Re: #551: Limiting header sizes

Hi Greg,

On Wed, Jul 16, 2014 at 02:01:16PM +1000, Greg Wilkins wrote:
> Mark,
> 
> I think that a declared header limit, regardless of exact semantics, should
> be declared in terms of uncompressed header size rather than header block
> size.
> 
> We should be decoupling HTTP semantics from the framing layer and with all
> the other proposals being currently considered (large frames, fragmented
> headers, etc.) then I think we are hopefully moving away from having any
> header limits (implicit or explicit) related to the frame size.
> 
> With regards to the change in semantics that you suggest, I'm fine with
> that.   It really just means that it is not a protocol error for a sender
> to ignore the setting.

I understand the point you're making and I too think that uncompressed
header limit could be useful, but I think that it will be very implementation
dependant. For instance h2->h1 gateways will have a hard limit which basically
is the h1-encoding of all the headers (including possible repetition of certain
very large multiple headers). So there's no 100%-certain uncompressed size in
this case.

And that's where I think that Mark's proposal could solve this issue
elegantly, just the in the same way we do it in h1 right now : if you
send something reasonably small, you don't need to care. If you're sending
large things, close to suggested common limits, get prepared to receive a
bunch of 431. I like it because it avoids precise accounting and allows
recipients to detect not in the framing but in the semantics and/or
processing that contents finally don't fit in the buffer anymore.

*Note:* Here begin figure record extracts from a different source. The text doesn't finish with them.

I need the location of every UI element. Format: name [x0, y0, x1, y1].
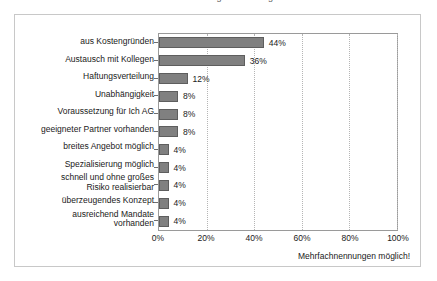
bar-value-label: 44%	[269, 38, 286, 48]
bar-value-label: 4%	[174, 216, 186, 226]
bar-row: 4%	[159, 141, 397, 159]
x-tick-label-0: 0%	[152, 233, 164, 243]
bar-rows: 44%36%12%8%8%8%4%4%4%4%4%	[159, 34, 397, 230]
category-label: Unabhängigkeit	[33, 86, 157, 104]
bar-value-label: 4%	[174, 180, 186, 190]
bar	[159, 162, 169, 173]
category-label: ausreichend Mandate vorhanden	[33, 210, 157, 229]
bar	[159, 180, 169, 191]
bar	[159, 144, 169, 155]
chart-figure-frame: aus KostengründenAustausch mit KollegenH…	[14, 14, 421, 267]
plot-area: 44%36%12%8%8%8%4%4%4%4%4%	[158, 33, 398, 231]
category-label: Haftungsverteilung	[33, 68, 157, 86]
value-axis-tick-labels: 0%20%40%60%80%100%	[158, 233, 398, 247]
category-label: schnell und ohne großes Risiko realisier…	[33, 173, 157, 192]
bar-value-label: 4%	[174, 198, 186, 208]
bar-row: 12%	[159, 70, 397, 88]
bar	[159, 109, 178, 120]
bar-value-label: 12%	[193, 74, 210, 84]
category-axis-labels: aus KostengründenAustausch mit KollegenH…	[33, 33, 157, 229]
bar-row: 8%	[159, 87, 397, 105]
bar	[159, 216, 169, 227]
cropped-title-strip: Abb. Gründe für die Gründung einer Bürog…	[0, 0, 437, 13]
chart-title-cropped: Abb. Gründe für die Gründung einer Bürog…	[95, 0, 324, 2]
category-label: überzeugendes Konzept	[33, 192, 157, 210]
bar-row: 8%	[159, 105, 397, 123]
bar-value-label: 4%	[174, 145, 186, 155]
bar-row: 44%	[159, 34, 397, 52]
bar	[159, 37, 264, 48]
bar-row: 8%	[159, 123, 397, 141]
bar-row: 4%	[159, 177, 397, 195]
bar	[159, 126, 178, 137]
bar	[159, 91, 178, 102]
category-label: aus Kostengründen	[33, 33, 157, 51]
category-label: Spezialisierung möglich	[33, 156, 157, 174]
bar-row: 4%	[159, 212, 397, 230]
bar	[159, 73, 188, 84]
bar-value-label: 4%	[174, 163, 186, 173]
bar-row: 4%	[159, 159, 397, 177]
category-label: breites Angebot möglich	[33, 138, 157, 156]
category-label: geeigneter Partner vorhanden	[33, 121, 157, 139]
gridline-100	[397, 34, 398, 230]
bar-value-label: 8%	[183, 109, 195, 119]
category-label: Voraussetzung für Ich AG	[33, 103, 157, 121]
chart-footnote: Mehrfachnennungen möglich!	[298, 251, 410, 261]
category-label: Austausch mit Kollegen	[33, 51, 157, 69]
bar-row: 36%	[159, 52, 397, 70]
bar-value-label: 8%	[183, 91, 195, 101]
bar	[159, 198, 169, 209]
x-tick-label-40: 40%	[245, 233, 262, 243]
x-tick-label-20: 20%	[197, 233, 214, 243]
bar-row: 4%	[159, 194, 397, 212]
bar	[159, 55, 245, 66]
bar-value-label: 8%	[183, 127, 195, 137]
x-tick-label-80: 80%	[341, 233, 358, 243]
x-tick-label-60: 60%	[293, 233, 310, 243]
x-tick-label-100: 100%	[387, 233, 409, 243]
bar-value-label: 36%	[250, 56, 267, 66]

For example, right now haproxy receives h1-encoded headers and keeps a
reserve for header rewrites and additions. If you want to add far too large
headers to a large request and the result doesn't fit in the buffer anymore,
you get an error. This case very rarely happens (you have to write a special
config for this) but it's easy to handle and I don't have to advertise a
certain size that would be hard to account for on the sender's side.